Press Release: Artist David Barr at Book Beat April 25th 31.03.2010

Artist David Barr Talk & Book-Signing at Book Beat April 25th

Join us at Book Beat on Sunday, April 25th at 2:00 PM for a very special talk and book-signing with Detroit area artist, sculptor and author David Barr. This will be  a rare chance to meet and discuss the life work of this engaging and creative spirit, an afternoon filled with art, adventure, mystery and memory. The Book Beat is located at 26010 Greenfield in Oak Park.

“What is significant about art, is what we share as human beings.” –David Barr

transcendDavid Barr is an internationally recognized artist from the Detroit area. His most recognized work locally is his magnificent “Star Gate” sculpture situated at the front of Hart Plaza in downtown Detroit. Titled Transcending, this unique sculpture was financed through the Labor Union movement and is connected to Labor and its spirit of defiance and sacrifice.

David has recently been completing work on several books that collect his artistic and personal history. His large format art book Crossing Lines was published last year. It carries the reader to some of the world’s most intriguing, mysterious and remote locations. Filled with 180 color and black and white illustrations, the book narrates the various projects David Barr has been involved with over the past thirty years. His recent book Amercordo: (I Remember) American Style is a collection of recollections and observations from the mid-century American Midwest to Tuscany, the mid-west of Italy.

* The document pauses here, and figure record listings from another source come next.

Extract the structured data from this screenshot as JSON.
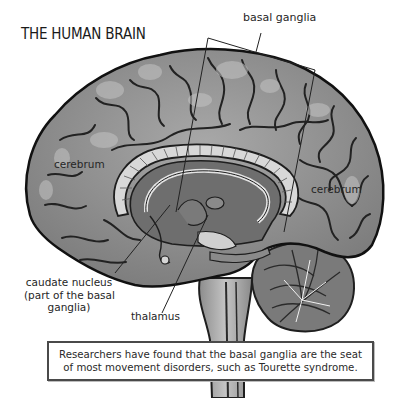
{
  "title": "THE HUMAN BRAIN",
  "labels": {
    "basal_ganglia": "basal ganglia",
    "cerebrum_left": "cerebrum",
    "cerebrum_right": "cerebrum",
    "caudate_line1": "caudate nucleus",
    "caudate_line2": "(part of the basal",
    "caudate_line3": "ganglia)",
    "thalamus": "thalamus"
  },
  "caption": {
    "line1": "Researchers have found that the basal ganglia are the seat",
    "line2": "of most movement disorders, such as Tourette syndrome."
  },
  "colors": {
    "cortex": "#8e8e8e",
    "cortex_highlight": "#b9b9b9",
    "sulcus": "#262626",
    "deep_gray": "#6d6d6d",
    "brainstem": "#a5a5a5",
    "leader_line": "#222222"
  }
}
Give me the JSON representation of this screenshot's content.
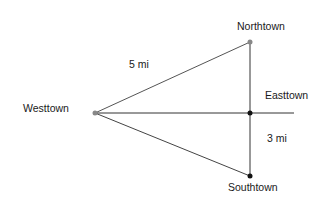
{
  "diagram": {
    "points": {
      "westtown": {
        "label": "Westtown",
        "x": 95,
        "y": 113,
        "color": "#888888"
      },
      "northtown": {
        "label": "Northtown",
        "x": 250,
        "y": 42,
        "color": "#888888"
      },
      "easttown": {
        "label": "Easttown",
        "x": 250,
        "y": 113,
        "color": "#111111"
      },
      "southtown": {
        "label": "Southtown",
        "x": 250,
        "y": 176,
        "color": "#111111"
      }
    },
    "distances": {
      "west_north": "5 mi",
      "east_south": "3 mi"
    },
    "line_end_x": 294
  }
}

His work on the Four Corners Project, begun in 1976, spanned a full decade with installations in Greenland, Africa, Irian Jaya and Easter Island. Other geo-structurist works include Arctic Arc in Wales, Alaska, and Naukan, Russia, and Sunsweep on the US/Canada border at Campobello Island, New Brunswick, in Northwest Angle, Minnesota, and Point Roberts, Washington. Here, in his home state, David’s works can be seen at such locations as Chrysler World Headquarters (Revolution), Flint’s Bishop Airport, (Soaring), Detroit Zoo (Source), State of Michigan Historical Museum (Polaris Ring) and Meadowbrook Festival Grounds (Sunset Cube).

In 1988 David Barr was awarded the Governor’s Michigan Artist Award. In his acceptance speech he told the audience of his desire to create a Michigan Art Park – a place where artists could tell the story of our state in and through the fundamental materials of nature. That dream has become a reality in 1995 with the Michigan Legacy Art Park , located within the boundaries of Crystal Mountain on M-115 between Cadillac and Benzonia near Thompsonville.

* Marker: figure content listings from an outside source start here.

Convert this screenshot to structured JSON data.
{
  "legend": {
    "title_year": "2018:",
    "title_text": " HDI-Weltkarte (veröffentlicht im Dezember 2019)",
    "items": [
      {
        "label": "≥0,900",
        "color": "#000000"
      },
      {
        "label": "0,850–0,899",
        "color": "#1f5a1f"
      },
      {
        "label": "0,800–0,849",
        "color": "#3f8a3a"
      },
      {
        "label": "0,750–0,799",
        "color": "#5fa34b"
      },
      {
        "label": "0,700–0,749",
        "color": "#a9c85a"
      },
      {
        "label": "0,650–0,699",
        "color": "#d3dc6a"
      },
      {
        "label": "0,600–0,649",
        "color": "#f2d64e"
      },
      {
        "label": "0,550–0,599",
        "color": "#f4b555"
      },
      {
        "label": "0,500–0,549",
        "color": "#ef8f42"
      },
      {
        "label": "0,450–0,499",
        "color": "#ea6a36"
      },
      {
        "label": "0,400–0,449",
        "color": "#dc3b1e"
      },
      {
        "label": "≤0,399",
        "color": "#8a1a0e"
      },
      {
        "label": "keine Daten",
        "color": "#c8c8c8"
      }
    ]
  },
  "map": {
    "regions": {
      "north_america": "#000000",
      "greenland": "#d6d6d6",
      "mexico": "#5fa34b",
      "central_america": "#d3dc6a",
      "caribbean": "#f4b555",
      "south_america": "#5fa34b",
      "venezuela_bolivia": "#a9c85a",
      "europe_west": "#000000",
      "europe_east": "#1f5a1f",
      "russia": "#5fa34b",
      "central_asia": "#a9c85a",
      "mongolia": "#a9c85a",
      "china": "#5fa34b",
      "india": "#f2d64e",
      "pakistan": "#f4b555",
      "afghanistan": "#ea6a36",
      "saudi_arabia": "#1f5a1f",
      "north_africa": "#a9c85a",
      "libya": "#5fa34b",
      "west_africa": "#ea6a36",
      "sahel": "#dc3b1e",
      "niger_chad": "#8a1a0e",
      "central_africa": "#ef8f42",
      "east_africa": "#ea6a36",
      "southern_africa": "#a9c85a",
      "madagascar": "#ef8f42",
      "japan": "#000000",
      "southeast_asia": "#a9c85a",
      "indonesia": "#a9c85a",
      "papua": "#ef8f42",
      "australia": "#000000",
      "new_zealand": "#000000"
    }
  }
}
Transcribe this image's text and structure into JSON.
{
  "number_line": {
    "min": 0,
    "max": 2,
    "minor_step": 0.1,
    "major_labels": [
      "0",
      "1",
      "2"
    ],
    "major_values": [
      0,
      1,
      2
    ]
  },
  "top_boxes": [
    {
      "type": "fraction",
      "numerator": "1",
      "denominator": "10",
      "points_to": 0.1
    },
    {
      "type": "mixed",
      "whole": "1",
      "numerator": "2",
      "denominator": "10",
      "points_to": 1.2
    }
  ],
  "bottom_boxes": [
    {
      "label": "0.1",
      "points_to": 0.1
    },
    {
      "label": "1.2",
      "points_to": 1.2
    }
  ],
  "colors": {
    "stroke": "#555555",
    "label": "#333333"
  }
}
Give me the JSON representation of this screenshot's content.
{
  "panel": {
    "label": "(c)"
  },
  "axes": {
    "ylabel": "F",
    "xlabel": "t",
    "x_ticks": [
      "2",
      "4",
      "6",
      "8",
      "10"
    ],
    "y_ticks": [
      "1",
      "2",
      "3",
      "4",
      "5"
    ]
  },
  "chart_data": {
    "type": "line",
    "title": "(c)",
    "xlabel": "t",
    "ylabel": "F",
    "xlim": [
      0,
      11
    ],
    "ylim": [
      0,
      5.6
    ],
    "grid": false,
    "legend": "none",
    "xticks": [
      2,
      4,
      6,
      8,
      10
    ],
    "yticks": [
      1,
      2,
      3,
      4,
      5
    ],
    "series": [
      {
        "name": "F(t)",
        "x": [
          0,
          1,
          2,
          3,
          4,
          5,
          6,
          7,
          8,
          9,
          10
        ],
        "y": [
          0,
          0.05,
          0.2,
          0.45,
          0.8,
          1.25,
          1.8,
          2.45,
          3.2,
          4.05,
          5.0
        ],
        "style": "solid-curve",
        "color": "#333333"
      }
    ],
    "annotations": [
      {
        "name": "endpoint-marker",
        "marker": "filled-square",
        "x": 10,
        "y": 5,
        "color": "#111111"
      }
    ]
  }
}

David Barr is a graduate of Wayne State University and recipient of the WSU Distinguished Alumni Award. He served on the faculty of Macomb Community College and has received awards, including citations from the Arts Foundation of Michigan and Citizens Concerned for the Arts in Michigan. His work can also be seen at the Detroit Institute of Arts, the Flint Institute of Arts, Fort Lauderdale Museum, Portland Art Museum, Tel Aviv Museum and the University of Michigan.

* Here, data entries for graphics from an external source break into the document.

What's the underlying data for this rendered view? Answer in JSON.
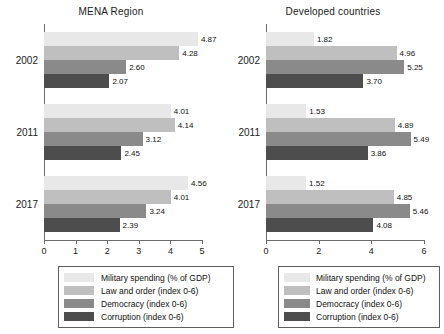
{
  "chart_data": {
    "type": "bar",
    "orientation": "horizontal",
    "title": "",
    "panels": [
      {
        "title": "MENA Region",
        "categories": [
          "2002",
          "2011",
          "2017"
        ],
        "xlabel": "",
        "ylabel": "",
        "xlim": [
          0,
          5
        ],
        "xticks": [
          "0",
          "1",
          "2",
          "3",
          "4",
          "5"
        ],
        "grid": false,
        "series": [
          {
            "name": "Military spending  (% of GDP)",
            "color": "#e8e8e8",
            "values": [
              4.87,
              4.01,
              4.56
            ]
          },
          {
            "name": "Law and order (index 0-6)",
            "color": "#bfbfbf",
            "values": [
              4.28,
              4.14,
              4.01
            ]
          },
          {
            "name": "Democracy (index 0-6)",
            "color": "#8a8a8a",
            "values": [
              2.6,
              3.12,
              3.24
            ]
          },
          {
            "name": "Corruption (index 0-6)",
            "color": "#4d4d4d",
            "values": [
              2.07,
              2.45,
              2.39
            ]
          }
        ],
        "data_labels": [
          [
            "4.87",
            "4.28",
            "2.60",
            "2.07"
          ],
          [
            "4.01",
            "4.14",
            "3.12",
            "2.45"
          ],
          [
            "4.56",
            "4.01",
            "3.24",
            "2.39"
          ]
        ]
      },
      {
        "title": "Developed countries",
        "categories": [
          "2002",
          "2011",
          "2017"
        ],
        "xlabel": "",
        "ylabel": "",
        "xlim": [
          0,
          6
        ],
        "xticks": [
          "0",
          "2",
          "4",
          "6"
        ],
        "grid": false,
        "series": [
          {
            "name": "Military spending  (% of GDP)",
            "color": "#e8e8e8",
            "values": [
              1.82,
              1.53,
              1.52
            ]
          },
          {
            "name": "Law and order (index 0-6)",
            "color": "#bfbfbf",
            "values": [
              4.96,
              4.89,
              4.85
            ]
          },
          {
            "name": "Democracy (index 0-6)",
            "color": "#8a8a8a",
            "values": [
              5.25,
              5.49,
              5.46
            ]
          },
          {
            "name": "Corruption (index 0-6)",
            "color": "#4d4d4d",
            "values": [
              3.7,
              3.86,
              4.08
            ]
          }
        ],
        "data_labels": [
          [
            "1.82",
            "4.96",
            "5.25",
            "3.70"
          ],
          [
            "1.53",
            "4.89",
            "5.49",
            "3.86"
          ],
          [
            "1.52",
            "4.85",
            "5.46",
            "4.08"
          ]
        ]
      }
    ],
    "legend_position": "bottom",
    "legends": [
      {
        "items": [
          {
            "label": "Military spending  (% of GDP)",
            "color": "#e8e8e8"
          },
          {
            "label": "Law and order (index 0-6)",
            "color": "#bfbfbf"
          },
          {
            "label": "Democracy (index 0-6)",
            "color": "#8a8a8a"
          },
          {
            "label": "Corruption (index 0-6)",
            "color": "#4d4d4d"
          }
        ]
      },
      {
        "items": [
          {
            "label": "Military spending  (% of GDP)",
            "color": "#e8e8e8"
          },
          {
            "label": "Law and order (index 0-6)",
            "color": "#bfbfbf"
          },
          {
            "label": "Democracy (index 0-6)",
            "color": "#8a8a8a"
          },
          {
            "label": "Corruption (index 0-6)",
            "color": "#4d4d4d"
          }
        ]
      }
    ]
  }
}
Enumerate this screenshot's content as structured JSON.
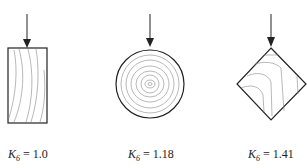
{
  "figures": [
    {
      "shape": "rectangle",
      "symbol": "K",
      "subscript": "6",
      "equals": "=",
      "value": "1.0"
    },
    {
      "shape": "circle",
      "symbol": "K",
      "subscript": "6",
      "equals": "=",
      "value": "1.18"
    },
    {
      "shape": "diamond",
      "symbol": "K",
      "subscript": "6",
      "equals": "=",
      "value": "1.41"
    }
  ],
  "colors": {
    "stroke": "#222222",
    "grain": "#777777"
  }
}
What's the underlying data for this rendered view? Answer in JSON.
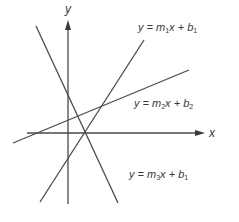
{
  "diagram": {
    "type": "lines-in-plane",
    "axes": {
      "x_label": "x",
      "y_label": "y",
      "stroke_color": "#4a4a4a"
    },
    "lines": [
      {
        "id": "line1",
        "label_prefix": "y = m",
        "m_sub": "1",
        "mid": "x + b",
        "b_sub": "1",
        "x1": 40,
        "y1": 202,
        "x2": 144,
        "y2": 40,
        "label_x": 138,
        "label_y": 22
      },
      {
        "id": "line2",
        "label_prefix": "y = m",
        "m_sub": "2",
        "mid": "x + b",
        "b_sub": "2",
        "x1": 13,
        "y1": 143,
        "x2": 189,
        "y2": 70,
        "label_x": 134,
        "label_y": 98
      },
      {
        "id": "line3",
        "label_prefix": "y = m",
        "m_sub": "3",
        "mid": "x + b",
        "b_sub": "1",
        "x1": 36,
        "y1": 26,
        "x2": 118,
        "y2": 203,
        "label_x": 129,
        "label_y": 169
      }
    ],
    "line_color": "#4a4a4a"
  }
}
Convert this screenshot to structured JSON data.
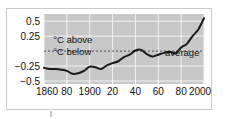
{
  "chart_data": {
    "type": "line",
    "title": "",
    "subtitle": "",
    "xlabel": "",
    "ylabel": "",
    "xlim": [
      1860,
      2000
    ],
    "ylim": [
      -0.55,
      0.62
    ],
    "grid": true,
    "legend_position": "none",
    "y_ticks": [
      0.5,
      0.25,
      -0.25,
      -0.5
    ],
    "y_tick_labels": [
      "0.5",
      "0.25",
      "−0.25",
      "−0.5"
    ],
    "x_ticks": [
      1860,
      1880,
      1900,
      1920,
      1940,
      1960,
      1980,
      2000
    ],
    "x_tick_labels": [
      "1860",
      "80",
      "1900",
      "20",
      "40",
      "60",
      "80",
      "2000"
    ],
    "reference_line": {
      "value": 0,
      "style": "dashed",
      "label": "average"
    },
    "annotations": [
      {
        "text": "°C above",
        "x": 1868,
        "y": 0.13
      },
      {
        "text": "°C below",
        "x": 1868,
        "y": -0.07
      },
      {
        "text": "average",
        "x": 1996,
        "y": -0.09
      }
    ],
    "series": [
      {
        "name": "Global temperature anomaly",
        "color": "#1a1a1a",
        "x": [
          1860,
          1865,
          1870,
          1875,
          1880,
          1885,
          1890,
          1895,
          1900,
          1905,
          1910,
          1915,
          1920,
          1925,
          1930,
          1935,
          1940,
          1945,
          1950,
          1955,
          1960,
          1965,
          1970,
          1975,
          1980,
          1985,
          1990,
          1995,
          2000
        ],
        "values": [
          -0.28,
          -0.3,
          -0.3,
          -0.31,
          -0.33,
          -0.38,
          -0.37,
          -0.33,
          -0.26,
          -0.27,
          -0.3,
          -0.24,
          -0.2,
          -0.17,
          -0.1,
          -0.06,
          0.01,
          0.02,
          -0.05,
          -0.09,
          -0.06,
          -0.03,
          -0.01,
          -0.04,
          0.06,
          0.12,
          0.25,
          0.36,
          0.55
        ]
      }
    ]
  },
  "axes": {
    "y_labels": [
      {
        "text": "0.5",
        "value": 0.5
      },
      {
        "text": "0.25",
        "value": 0.25
      },
      {
        "text": "−0.25",
        "value": -0.25
      },
      {
        "text": "−0.5",
        "value": -0.5
      }
    ],
    "x_labels": [
      {
        "text": "1860",
        "value": 1860
      },
      {
        "text": "80",
        "value": 1880
      },
      {
        "text": "1900",
        "value": 1900
      },
      {
        "text": "20",
        "value": 1920
      },
      {
        "text": "40",
        "value": 1940
      },
      {
        "text": "60",
        "value": 1960
      },
      {
        "text": "80",
        "value": 1980
      },
      {
        "text": "2000",
        "value": 2000
      }
    ]
  },
  "labels": {
    "above": "°C above",
    "below": "°C below",
    "average": "average"
  },
  "colors": {
    "plot_background": "#c8c8c8",
    "gridline": "#f2f2f2",
    "line": "#1a1a1a",
    "reference_line": "#4d4d4d",
    "frame_border": "#c9c9c9",
    "text": "#111111",
    "page_background": "#ffffff"
  }
}
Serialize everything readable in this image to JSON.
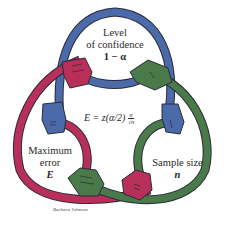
{
  "diagram": {
    "title": "",
    "nodes": [
      {
        "id": "confidence",
        "line1": "Level",
        "line2": "of confidence",
        "symbol": "1 − α",
        "color": "#4a6aaa"
      },
      {
        "id": "error",
        "line1": "Maximum",
        "line2": "error",
        "symbol": "E",
        "color": "#b8305a"
      },
      {
        "id": "sample",
        "line1": "Sample size",
        "symbol": "n",
        "color": "#4a7a4a"
      }
    ],
    "formula": {
      "lhs": "E = z(α/2)",
      "numerator": "σ",
      "denominator": "√n"
    },
    "signature": "Barbara Johnson",
    "colors": {
      "blue": "#4a6aaa",
      "magenta": "#b8305a",
      "green": "#4a7a4a",
      "outline": "#2b2b3a"
    }
  }
}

The Art Instinct 03.03.2009

From a recent review in the Philly.com; Why Everyone is an Artist:

“Why do we create art and beauty? Dutton may be the best-equipped thinker in the world to explain.

An American who serves as professor of the philosophy of art at the University of Canterbury in New Zealand, and founder and editor of the journal Philosophy and Literature, Dutton used to run a contest to identify wretched academic prose. He then launched and still curates artsandlettersdaily.com, an international digest of sophisticated cultural pieces that the Guardian named the “best Web site in the world.”

In short, he combines a magisterial command of the history of aesthetics back to Plato and Aristotle, a total commitment to clarity and verve in writing, and an up-to-the-minute grasp of almost every trend on the contemporary cultural scene.

Result? A philosophy of art for the ages. Dutton argues that evolutionary psychology – the school of thought with which cognitive scientists such as Steven Pinker have helped us understand the Darwinian dimensions of much social life – also explains the ubiquity of artistic activity across cultures and eons.”